Tuesday, October 28, 2014

Simon Pollak and Ophthalmology in St. Louis During the Civil War

By Stephen Logson
March 8, 2012


On Thursday, April 12th at 4:30 pm ]2012], the Bernard Becker Medical Library in collaboration with the Center for the History of Medicine presented the 24th Historia Medica Lecture.

The presentation, "Simon Pollak and Ophthalmology in St. Louis During the Civil War," will be given by Dr. Robert Feibel, Professor of Clinical Opthalmology and Visual Sciences.

Simon Pollak (1814-1903) was a prominent physician in St. Louis who was the first in the city to specialize in ophthalmology. He played a key role in advancing education for the blind and visually impaired as one of the founders of the Missouri School for the Blind and was the first to introduce the Braille system of reading for the blind in the United States. He served energetically on the side of the Union in the Civil War, and established and conducted the first ophthalmology clinic in the city hospital of St. Louis. He championed the role of women physicians in organized medicine, and was able with considerable difficulty to obtain membership for one, Dr. Mary McLean, to the St. Louis Medical Society. Dr. McLean was the Society’s first female member.

The presentation took place in the King Center on the seventh floor of the Becker Library at the Washington University School of Medicine at 660 S. Euclid Ave., St. Louis.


> [About this exercise]
Would you repeat the whole listing exactly, pictures excluded?

> [Input data]
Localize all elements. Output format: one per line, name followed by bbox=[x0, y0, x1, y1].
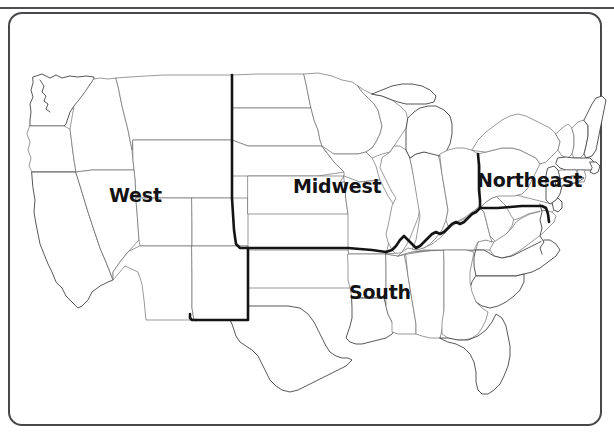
state-oregon bbox=[27, 126, 76, 172]
state-south-carolina bbox=[470, 274, 524, 308]
region-label-midwest: Midwest bbox=[293, 177, 381, 196]
figure-canvas: West Midwest Northeast South bbox=[0, 0, 614, 440]
midwest-region-states bbox=[232, 73, 480, 256]
state-colorado bbox=[192, 198, 248, 246]
state-new-mexico bbox=[192, 246, 248, 320]
region-label-west: West bbox=[109, 186, 162, 205]
state-arizona bbox=[113, 246, 194, 320]
northeast-region-states bbox=[472, 96, 606, 208]
region-label-south: South bbox=[349, 283, 411, 302]
state-south-dakota bbox=[232, 108, 322, 146]
map-svg bbox=[0, 0, 614, 440]
state-montana bbox=[116, 75, 232, 150]
region-label-northeast: Northeast bbox=[477, 171, 582, 190]
state-north-dakota bbox=[232, 74, 311, 108]
us-regions-map: West Midwest Northeast South bbox=[0, 0, 614, 440]
state-oklahoma bbox=[248, 250, 356, 288]
state-michigan-lower bbox=[406, 106, 452, 158]
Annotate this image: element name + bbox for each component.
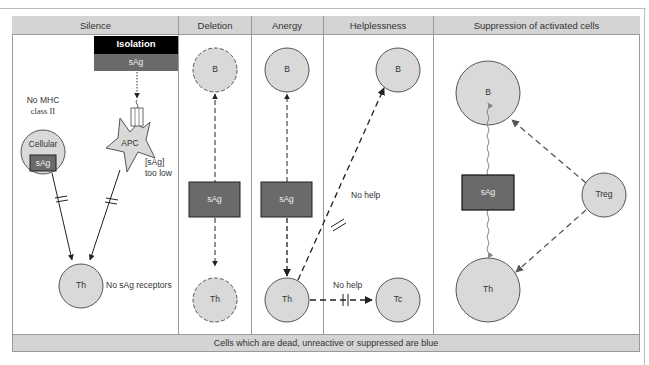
diagram-graphics [0,0,649,365]
cellular-sag-label: sAg [30,158,56,169]
th-label-deletion: Th [200,294,230,305]
cellular-label: Cellular [21,139,65,150]
b-label-anergy: B [272,64,302,75]
apc-label: APC [115,138,145,149]
sag-low-line2: too low [145,168,172,179]
b-label-suppression: B [473,87,503,98]
th-label-suppression: Th [473,284,503,295]
no-help-b-label: No help [351,190,380,201]
no-receptors-label: No sAg receptors [106,280,172,291]
sag-label-suppression: sAg [462,187,514,198]
sag-label-silence: sAg [94,57,178,68]
b-label-helplessness: B [383,64,413,75]
no-help-tc-label: No help [333,280,362,291]
th-label-anergy: Th [272,294,302,305]
no-mhc-line2: class II [18,106,68,117]
treg-label: Treg [586,189,622,200]
sag-low-line1: [sAg] [145,157,164,168]
footer-note: Cells which are dead, unreactive or supp… [12,334,640,352]
b-label-deletion: B [200,64,230,75]
sag-label-anergy: sAg [261,194,312,205]
th-label-silence: Th [66,280,96,291]
tc-label: Tc [383,294,413,305]
isolation-label: Isolation [94,38,178,49]
no-mhc-line1: No MHC [18,95,68,106]
sag-label-deletion: sAg [189,194,240,205]
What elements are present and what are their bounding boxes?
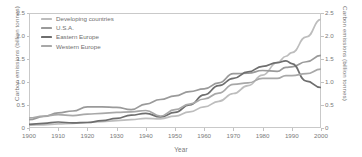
x-tick-label: 2000	[308, 132, 334, 139]
y-tick-mark-right	[321, 59, 324, 60]
y-tick-label-left: 0	[7, 124, 25, 131]
x-tick-mark	[58, 128, 59, 131]
legend-item-label: Western Europe	[56, 42, 101, 51]
x-tick-mark	[233, 128, 234, 131]
x-tick-mark	[292, 128, 293, 131]
y-tick-mark-right	[321, 82, 324, 83]
carbon-emissions-line-chart: Carbon emissions (billion tonnes) Carbon…	[0, 0, 362, 157]
y-tick-label-left: 0.5	[7, 101, 25, 108]
x-tick-mark	[87, 128, 88, 131]
x-tick-label: 1950	[162, 132, 188, 139]
legend-item[interactable]: Eastern Europe	[41, 32, 114, 41]
x-tick-mark	[321, 128, 322, 131]
y-axis-label-right: Carbon emissions (billion tonnes)	[342, 4, 349, 104]
legend-item[interactable]: U.S.A.	[41, 23, 114, 32]
x-tick-label: 1990	[279, 132, 305, 139]
legend-item[interactable]: Developing countries	[41, 14, 114, 23]
x-tick-mark	[29, 128, 30, 131]
y-tick-label-right: 2.5	[325, 9, 343, 16]
legend-color-swatch-icon	[41, 18, 52, 20]
y-tick-label-right: 1.5	[325, 55, 343, 62]
x-tick-mark	[146, 128, 147, 131]
x-tick-label: 1980	[250, 132, 276, 139]
legend-color-swatch-icon	[41, 45, 52, 47]
y-tick-label-right: 0.5	[325, 101, 343, 108]
y-tick-label-left: 1.0	[7, 78, 25, 85]
x-tick-label: 1900	[16, 132, 42, 139]
x-tick-label: 1960	[191, 132, 217, 139]
x-tick-mark	[175, 128, 176, 131]
y-tick-label-right: 1.0	[325, 78, 343, 85]
legend-item-label: Developing countries	[56, 14, 114, 23]
x-axis-label: Year	[0, 146, 362, 153]
x-tick-label: 1940	[133, 132, 159, 139]
legend-item-label: U.S.A.	[56, 23, 74, 32]
y-tick-label-right: 0	[325, 124, 343, 131]
y-tick-label-left: 2.0	[7, 32, 25, 39]
x-tick-label: 1930	[104, 132, 130, 139]
y-tick-label-right: 2.0	[325, 32, 343, 39]
x-tick-label: 1910	[45, 132, 71, 139]
y-tick-label-left: 2.5	[7, 9, 25, 16]
y-tick-mark-right	[321, 13, 324, 14]
x-tick-mark	[117, 128, 118, 131]
y-tick-label-left: 1.5	[7, 55, 25, 62]
legend-item-label: Eastern Europe	[56, 32, 99, 41]
legend-item[interactable]: Western Europe	[41, 42, 114, 51]
y-tick-mark-right	[321, 105, 324, 106]
x-tick-mark	[263, 128, 264, 131]
y-tick-mark-right	[321, 36, 324, 37]
y-axis-label-left: Carbon emissions (billion tonnes)	[13, 4, 20, 104]
legend: Developing countriesU.S.A.Eastern Europe…	[41, 14, 114, 51]
legend-color-swatch-icon	[41, 36, 52, 38]
legend-color-swatch-icon	[41, 27, 52, 29]
x-tick-label: 1920	[74, 132, 100, 139]
x-tick-label: 1970	[220, 132, 246, 139]
x-tick-mark	[204, 128, 205, 131]
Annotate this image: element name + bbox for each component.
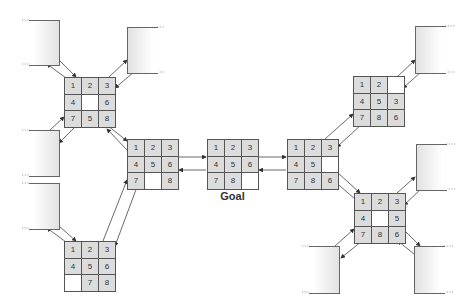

> [Solution for this task]
Localize all elements. Output format: one per line, name followed by bbox=[x0, y0, x1, y1].
state-oregon bbox=[27, 126, 76, 172]
state-south-carolina bbox=[470, 274, 524, 308]
region-label-midwest: Midwest bbox=[293, 177, 381, 196]
figure-canvas: West Midwest Northeast South bbox=[0, 0, 614, 440]
midwest-region-states bbox=[232, 73, 480, 256]
state-colorado bbox=[192, 198, 248, 246]
state-new-mexico bbox=[192, 246, 248, 320]
region-label-west: West bbox=[109, 186, 162, 205]
state-arizona bbox=[113, 246, 194, 320]
northeast-region-states bbox=[472, 96, 606, 208]
region-label-south: South bbox=[349, 283, 411, 302]
state-south-dakota bbox=[232, 108, 322, 146]
map-svg bbox=[0, 0, 614, 440]
state-montana bbox=[116, 75, 232, 150]
region-label-northeast: Northeast bbox=[477, 171, 582, 190]
state-north-dakota bbox=[232, 74, 311, 108]
us-regions-map: West Midwest Northeast South bbox=[0, 0, 614, 440]
state-oklahoma bbox=[248, 250, 356, 288]
state-michigan-lower bbox=[406, 106, 452, 158]
Annotate this image: element name + bbox for each component.
diagram-graphics [0,0,649,365]
cellular-sag-label: sAg [30,158,56,169]
th-label-deletion: Th [200,294,230,305]
cellular-label: Cellular [21,139,65,150]
b-label-anergy: B [272,64,302,75]
apc-label: APC [115,138,145,149]
sag-low-line2: too low [145,168,172,179]
b-label-suppression: B [473,87,503,98]
th-label-suppression: Th [473,284,503,295]
no-help-b-label: No help [351,190,380,201]
no-receptors-label: No sAg receptors [106,280,172,291]
sag-label-suppression: sAg [462,187,514,198]
sag-label-silence: sAg [94,57,178,68]
b-label-helplessness: B [383,64,413,75]
no-help-tc-label: No help [333,280,362,291]
th-label-anergy: Th [272,294,302,305]
no-mhc-line2: class II [18,106,68,117]
treg-label: Treg [586,189,622,200]
sag-low-line1: [sAg] [145,157,164,168]
footer-note: Cells which are dead, unreactive or supp… [12,334,640,352]
b-label-deletion: B [200,64,230,75]
sag-label-anergy: sAg [261,194,312,205]
th-label-silence: Th [66,280,96,291]
tc-label: Tc [383,294,413,305]
isolation-label: Isolation [94,38,178,49]
no-mhc-line1: No MHC [18,95,68,106]
sag-label-deletion: sAg [189,194,240,205]
What elements are present and what are their bounding boxes?
x-tick-label: 2000	[308, 132, 334, 139]
y-tick-mark-right	[321, 59, 324, 60]
y-tick-label-left: 0	[7, 124, 25, 131]
x-tick-mark	[58, 128, 59, 131]
legend-item-label: Western Europe	[56, 42, 101, 51]
x-tick-mark	[233, 128, 234, 131]
x-tick-mark	[292, 128, 293, 131]
y-tick-mark-right	[321, 82, 324, 83]
carbon-emissions-line-chart: Carbon emissions (billion tonnes) Carbon…	[0, 0, 362, 157]
y-tick-label-left: 0.5	[7, 101, 25, 108]
x-tick-mark	[87, 128, 88, 131]
x-tick-label: 1950	[162, 132, 188, 139]
legend-item[interactable]: Eastern Europe	[41, 32, 114, 41]
x-tick-mark	[321, 128, 322, 131]
y-axis-label-right: Carbon emissions (billion tonnes)	[342, 4, 349, 104]
legend-item[interactable]: U.S.A.	[41, 23, 114, 32]
x-tick-label: 1990	[279, 132, 305, 139]
legend-item[interactable]: Developing countries	[41, 14, 114, 23]
x-tick-mark	[29, 128, 30, 131]
y-tick-label-right: 2.5	[325, 9, 343, 16]
legend-color-swatch-icon	[41, 18, 52, 20]
y-tick-label-right: 1.5	[325, 55, 343, 62]
x-tick-mark	[146, 128, 147, 131]
x-tick-label: 1980	[250, 132, 276, 139]
legend-color-swatch-icon	[41, 45, 52, 47]
y-tick-label-right: 0.5	[325, 101, 343, 108]
y-tick-label-left: 1.0	[7, 78, 25, 85]
x-tick-label: 1900	[16, 132, 42, 139]
x-tick-label: 1960	[191, 132, 217, 139]
x-tick-mark	[175, 128, 176, 131]
y-tick-label-right: 1.0	[325, 78, 343, 85]
legend-item-label: Developing countries	[56, 14, 114, 23]
x-axis-label: Year	[0, 146, 362, 153]
x-tick-label: 1940	[133, 132, 159, 139]
legend-item-label: U.S.A.	[56, 23, 74, 32]
y-tick-label-right: 0	[325, 124, 343, 131]
y-tick-label-left: 2.0	[7, 32, 25, 39]
x-tick-label: 1930	[104, 132, 130, 139]
y-tick-label-right: 2.0	[325, 32, 343, 39]
x-tick-label: 1910	[45, 132, 71, 139]
y-tick-label-left: 2.5	[7, 9, 25, 16]
y-tick-mark-right	[321, 13, 324, 14]
x-tick-mark	[117, 128, 118, 131]
y-tick-label-left: 1.5	[7, 55, 25, 62]
legend-item-label: Eastern Europe	[56, 32, 99, 41]
legend-item[interactable]: Western Europe	[41, 42, 114, 51]
y-tick-mark-right	[321, 105, 324, 106]
x-tick-mark	[263, 128, 264, 131]
y-tick-mark-right	[321, 36, 324, 37]
y-axis-label-left: Carbon emissions (billion tonnes)	[13, 4, 20, 104]
legend: Developing countriesU.S.A.Eastern Europe…	[41, 14, 114, 51]
legend-color-swatch-icon	[41, 36, 52, 38]
legend-color-swatch-icon	[41, 27, 52, 29]
x-tick-label: 1920	[74, 132, 100, 139]
x-tick-label: 1970	[220, 132, 246, 139]
x-tick-mark	[204, 128, 205, 131]
Annotate this image: element name + bbox for each component.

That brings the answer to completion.